Matthew Poole Commentary - Hebrews 2:2 - 2:2

Online Resource Library

Commentary Index | Return to PrayerRequest.com | Download

Matthew Poole Commentary - Hebrews 2:2 - 2:2


(Show All Books | Show All Chapters)

This Chapter Verse Commentaries:





This and the following verse is a rational motive used by the Spirit to enforce the foregoing duty, and shows the danger of their persons by the neglect of it.



For if the word spoken by angels; for if the law of God delivered by the ministry of angels to these Hebrews’ forefathers at Mount Sinai, Deu_33:2, as ministers, and servants of Christ there, Act_7:38,53, compare Gal_3:19, and all other revelations of God’s will to Moses and the prophets by angels, consisting of precepts, prohibitions, promises, and comminations, the whole body of God’s laws contained in the Old Testament. The term by which law is expressed, logov, signifies in most of the Eastern languages a command as well as a word; and legein, to command, as well as to speak. The force or obligation of this law or word was from God the Redeemer, whose word it was, though published and promulgated to the church by angels.



Was stedfast; made firm by the solemn sanction of God, with a penalty, if any durst use it arbitrarily, or despise it; there was no violating it by commission or omission without being punished for it; God establishing it by fulfilling promises and executing judgments, Heb_10:28. Not a contumacious transgressor of it could escape his punishment; which made the law firm and valid; see Deu_17:10, &c.; and this not only as the law of a Creator, but of a Redeemer, stablashing of it by entering into a covenant with them by it, and they confirming it, Jos_24:22,24.



And every transgression and disobedience; every contumacious going beside the law, or casting it aside by commission of evil, or rejecting prohibitions, or disobedience to positive laws by omission of what they required. And by a metonymy is understood transgressors by either of these ways.



Received a just recompence of reward; a just retribution, a righteous proportionable rendering of punishment to them for their sin; evil for evil, and death for sin, executed either immediately by God, or mediately by his instruments of government, according to the exact grains of justice, Rom_2:5-13. This punishment was either inflicted on, or received certainly by, the offender in his own person if capital, or in his representative sacrifice for lesser crimes, Heb_10:28 Rom_1:32 1Co_10:5-11.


▶ **What this task involves**
Write only the number of lines in the entries below that contain the word "Knowledge".

▶ **Exercise material**
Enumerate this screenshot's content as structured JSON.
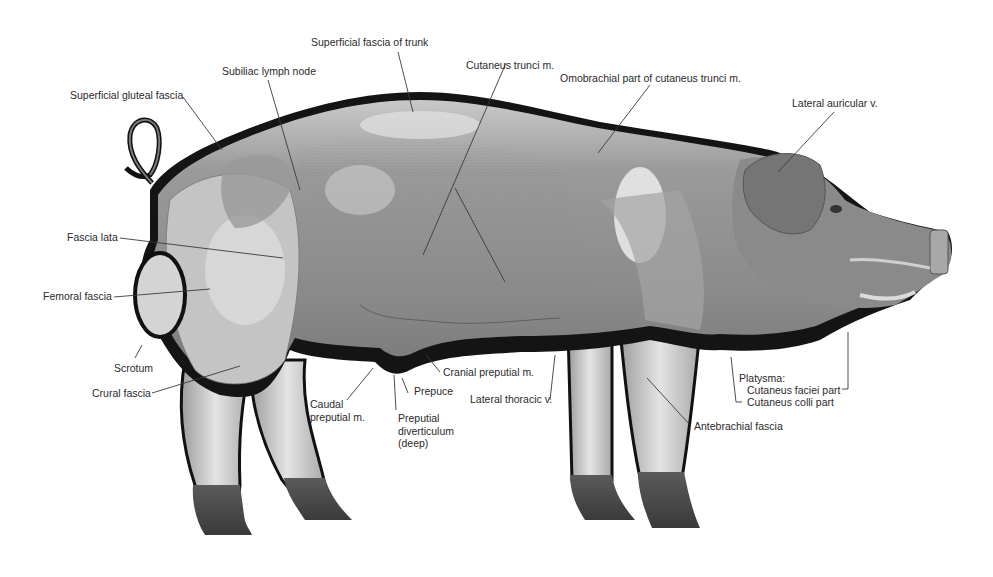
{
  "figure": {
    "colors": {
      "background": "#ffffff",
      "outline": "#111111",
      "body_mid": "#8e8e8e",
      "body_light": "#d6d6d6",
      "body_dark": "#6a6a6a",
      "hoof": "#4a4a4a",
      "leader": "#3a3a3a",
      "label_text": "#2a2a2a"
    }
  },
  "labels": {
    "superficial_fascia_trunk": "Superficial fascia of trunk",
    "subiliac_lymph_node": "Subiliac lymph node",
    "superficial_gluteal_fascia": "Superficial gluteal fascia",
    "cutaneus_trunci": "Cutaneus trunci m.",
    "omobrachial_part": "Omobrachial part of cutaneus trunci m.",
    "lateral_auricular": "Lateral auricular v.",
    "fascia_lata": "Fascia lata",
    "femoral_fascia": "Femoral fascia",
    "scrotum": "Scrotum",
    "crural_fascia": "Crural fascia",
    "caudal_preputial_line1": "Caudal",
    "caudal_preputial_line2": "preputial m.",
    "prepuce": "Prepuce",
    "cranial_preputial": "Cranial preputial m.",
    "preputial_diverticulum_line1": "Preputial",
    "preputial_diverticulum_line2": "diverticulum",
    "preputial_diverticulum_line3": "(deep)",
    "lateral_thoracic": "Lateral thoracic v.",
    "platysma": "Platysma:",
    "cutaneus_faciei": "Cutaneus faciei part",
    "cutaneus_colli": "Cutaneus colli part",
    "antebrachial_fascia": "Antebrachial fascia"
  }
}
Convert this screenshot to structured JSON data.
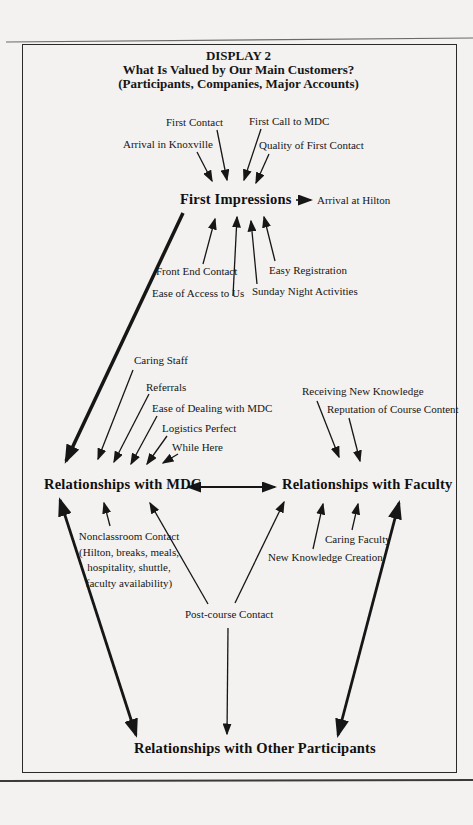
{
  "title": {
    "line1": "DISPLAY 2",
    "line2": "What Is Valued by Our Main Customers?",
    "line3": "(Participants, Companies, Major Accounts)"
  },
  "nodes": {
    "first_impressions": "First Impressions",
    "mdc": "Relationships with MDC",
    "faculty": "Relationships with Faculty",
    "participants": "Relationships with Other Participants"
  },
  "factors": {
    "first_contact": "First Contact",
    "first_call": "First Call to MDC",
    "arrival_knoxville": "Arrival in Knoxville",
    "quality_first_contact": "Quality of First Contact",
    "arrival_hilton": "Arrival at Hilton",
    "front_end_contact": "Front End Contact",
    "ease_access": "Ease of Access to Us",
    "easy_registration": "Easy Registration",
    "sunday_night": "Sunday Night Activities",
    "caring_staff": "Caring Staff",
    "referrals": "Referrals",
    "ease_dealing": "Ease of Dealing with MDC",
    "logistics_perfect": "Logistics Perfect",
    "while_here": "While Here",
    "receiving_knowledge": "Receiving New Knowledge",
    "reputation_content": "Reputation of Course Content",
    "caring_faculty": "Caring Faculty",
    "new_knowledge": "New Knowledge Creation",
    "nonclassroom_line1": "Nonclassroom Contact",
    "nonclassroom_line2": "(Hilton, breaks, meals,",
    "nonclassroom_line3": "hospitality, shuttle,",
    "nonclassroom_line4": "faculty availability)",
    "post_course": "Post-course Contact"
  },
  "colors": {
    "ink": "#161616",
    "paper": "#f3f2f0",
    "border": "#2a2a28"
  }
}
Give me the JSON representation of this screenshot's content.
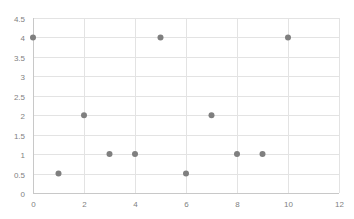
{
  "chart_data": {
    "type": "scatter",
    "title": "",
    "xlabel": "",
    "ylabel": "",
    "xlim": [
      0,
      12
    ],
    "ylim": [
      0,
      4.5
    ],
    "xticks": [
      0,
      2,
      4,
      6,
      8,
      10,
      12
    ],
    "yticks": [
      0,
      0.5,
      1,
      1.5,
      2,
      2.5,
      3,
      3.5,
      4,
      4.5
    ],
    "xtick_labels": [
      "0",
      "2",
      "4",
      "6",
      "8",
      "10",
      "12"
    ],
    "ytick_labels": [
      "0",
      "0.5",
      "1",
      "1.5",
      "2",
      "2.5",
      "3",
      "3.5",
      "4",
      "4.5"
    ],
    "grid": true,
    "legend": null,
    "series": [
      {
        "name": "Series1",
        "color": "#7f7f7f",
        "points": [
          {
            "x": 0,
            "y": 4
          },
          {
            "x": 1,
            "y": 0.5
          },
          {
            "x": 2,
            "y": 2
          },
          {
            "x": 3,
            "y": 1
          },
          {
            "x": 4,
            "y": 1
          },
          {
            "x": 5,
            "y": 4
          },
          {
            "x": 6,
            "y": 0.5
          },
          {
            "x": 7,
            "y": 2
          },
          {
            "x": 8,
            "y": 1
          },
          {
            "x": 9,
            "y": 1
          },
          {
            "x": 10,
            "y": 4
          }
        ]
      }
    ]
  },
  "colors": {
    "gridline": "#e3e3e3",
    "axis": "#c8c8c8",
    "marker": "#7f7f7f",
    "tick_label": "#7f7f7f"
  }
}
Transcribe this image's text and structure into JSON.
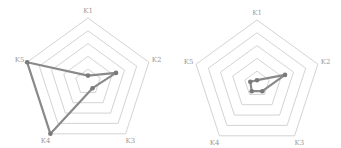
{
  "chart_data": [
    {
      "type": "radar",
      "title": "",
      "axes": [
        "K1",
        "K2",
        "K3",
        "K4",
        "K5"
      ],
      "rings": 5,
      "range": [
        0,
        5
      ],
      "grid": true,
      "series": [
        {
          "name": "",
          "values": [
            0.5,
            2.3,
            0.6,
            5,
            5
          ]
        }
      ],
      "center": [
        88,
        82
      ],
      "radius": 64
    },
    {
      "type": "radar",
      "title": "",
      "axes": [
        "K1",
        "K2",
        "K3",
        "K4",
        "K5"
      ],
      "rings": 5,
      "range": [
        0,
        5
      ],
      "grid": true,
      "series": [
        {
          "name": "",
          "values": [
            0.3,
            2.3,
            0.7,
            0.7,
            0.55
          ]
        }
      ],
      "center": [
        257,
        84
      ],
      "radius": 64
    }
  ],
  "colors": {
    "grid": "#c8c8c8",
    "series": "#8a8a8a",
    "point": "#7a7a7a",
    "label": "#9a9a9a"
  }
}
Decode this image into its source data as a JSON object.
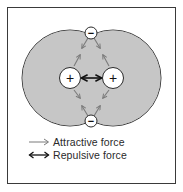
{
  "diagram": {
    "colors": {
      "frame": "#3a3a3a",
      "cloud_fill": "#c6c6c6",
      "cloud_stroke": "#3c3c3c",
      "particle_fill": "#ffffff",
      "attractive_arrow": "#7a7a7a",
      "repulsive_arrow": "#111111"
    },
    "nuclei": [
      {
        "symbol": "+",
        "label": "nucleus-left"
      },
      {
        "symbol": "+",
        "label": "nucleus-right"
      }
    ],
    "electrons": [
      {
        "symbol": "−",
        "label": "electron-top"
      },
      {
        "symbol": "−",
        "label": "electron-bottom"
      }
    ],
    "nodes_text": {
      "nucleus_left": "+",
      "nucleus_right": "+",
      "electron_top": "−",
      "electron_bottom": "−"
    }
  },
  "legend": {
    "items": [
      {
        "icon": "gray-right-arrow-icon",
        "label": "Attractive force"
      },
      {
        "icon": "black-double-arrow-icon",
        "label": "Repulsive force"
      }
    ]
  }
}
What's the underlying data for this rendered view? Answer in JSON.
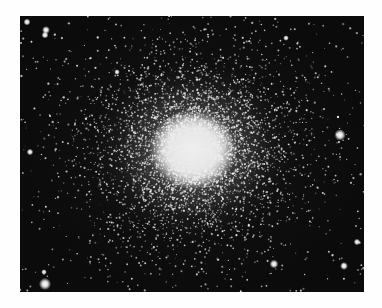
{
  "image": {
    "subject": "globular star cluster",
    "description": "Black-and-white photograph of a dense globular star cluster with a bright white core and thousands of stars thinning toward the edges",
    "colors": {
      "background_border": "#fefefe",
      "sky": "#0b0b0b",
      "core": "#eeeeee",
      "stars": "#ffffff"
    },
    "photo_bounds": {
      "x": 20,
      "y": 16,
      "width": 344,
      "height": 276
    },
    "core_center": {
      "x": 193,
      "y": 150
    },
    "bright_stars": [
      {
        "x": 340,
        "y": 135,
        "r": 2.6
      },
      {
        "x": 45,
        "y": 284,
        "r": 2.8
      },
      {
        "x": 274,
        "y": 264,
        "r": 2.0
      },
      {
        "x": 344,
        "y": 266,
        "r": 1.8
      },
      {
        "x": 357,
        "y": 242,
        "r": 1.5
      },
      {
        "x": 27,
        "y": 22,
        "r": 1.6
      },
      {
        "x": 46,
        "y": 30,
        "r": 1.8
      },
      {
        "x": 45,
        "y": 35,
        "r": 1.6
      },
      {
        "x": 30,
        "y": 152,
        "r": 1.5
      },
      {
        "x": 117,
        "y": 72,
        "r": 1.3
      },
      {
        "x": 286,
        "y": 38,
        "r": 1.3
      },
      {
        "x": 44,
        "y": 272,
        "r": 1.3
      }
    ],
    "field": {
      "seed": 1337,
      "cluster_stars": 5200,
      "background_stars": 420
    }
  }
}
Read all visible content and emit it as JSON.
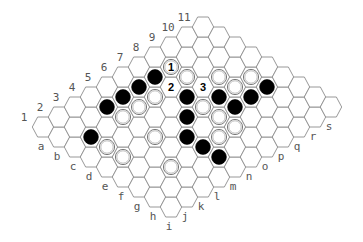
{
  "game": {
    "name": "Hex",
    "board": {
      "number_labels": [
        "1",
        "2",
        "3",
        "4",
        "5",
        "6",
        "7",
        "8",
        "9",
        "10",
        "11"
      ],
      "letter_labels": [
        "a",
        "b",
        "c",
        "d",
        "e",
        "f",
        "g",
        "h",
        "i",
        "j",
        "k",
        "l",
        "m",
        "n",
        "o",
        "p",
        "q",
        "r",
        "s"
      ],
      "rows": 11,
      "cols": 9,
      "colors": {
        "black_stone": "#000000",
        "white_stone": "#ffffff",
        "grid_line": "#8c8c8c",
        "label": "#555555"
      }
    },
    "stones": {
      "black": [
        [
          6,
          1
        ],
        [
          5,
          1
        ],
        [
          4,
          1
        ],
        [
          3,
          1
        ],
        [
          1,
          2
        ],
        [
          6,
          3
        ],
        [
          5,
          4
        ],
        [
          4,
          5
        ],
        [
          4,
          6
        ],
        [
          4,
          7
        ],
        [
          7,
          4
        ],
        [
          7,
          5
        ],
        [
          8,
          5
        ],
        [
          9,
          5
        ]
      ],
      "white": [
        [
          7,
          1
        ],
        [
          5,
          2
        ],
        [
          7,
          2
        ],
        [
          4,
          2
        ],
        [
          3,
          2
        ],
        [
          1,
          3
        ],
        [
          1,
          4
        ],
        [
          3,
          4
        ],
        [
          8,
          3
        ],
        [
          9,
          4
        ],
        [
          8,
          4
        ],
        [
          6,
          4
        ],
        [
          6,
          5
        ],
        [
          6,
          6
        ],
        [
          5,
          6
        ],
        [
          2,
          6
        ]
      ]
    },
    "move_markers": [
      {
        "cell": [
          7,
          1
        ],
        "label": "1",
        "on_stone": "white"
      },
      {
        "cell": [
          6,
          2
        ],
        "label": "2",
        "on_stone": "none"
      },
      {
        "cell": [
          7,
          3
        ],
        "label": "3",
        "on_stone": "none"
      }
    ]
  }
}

▶ **Response for this exercise**
2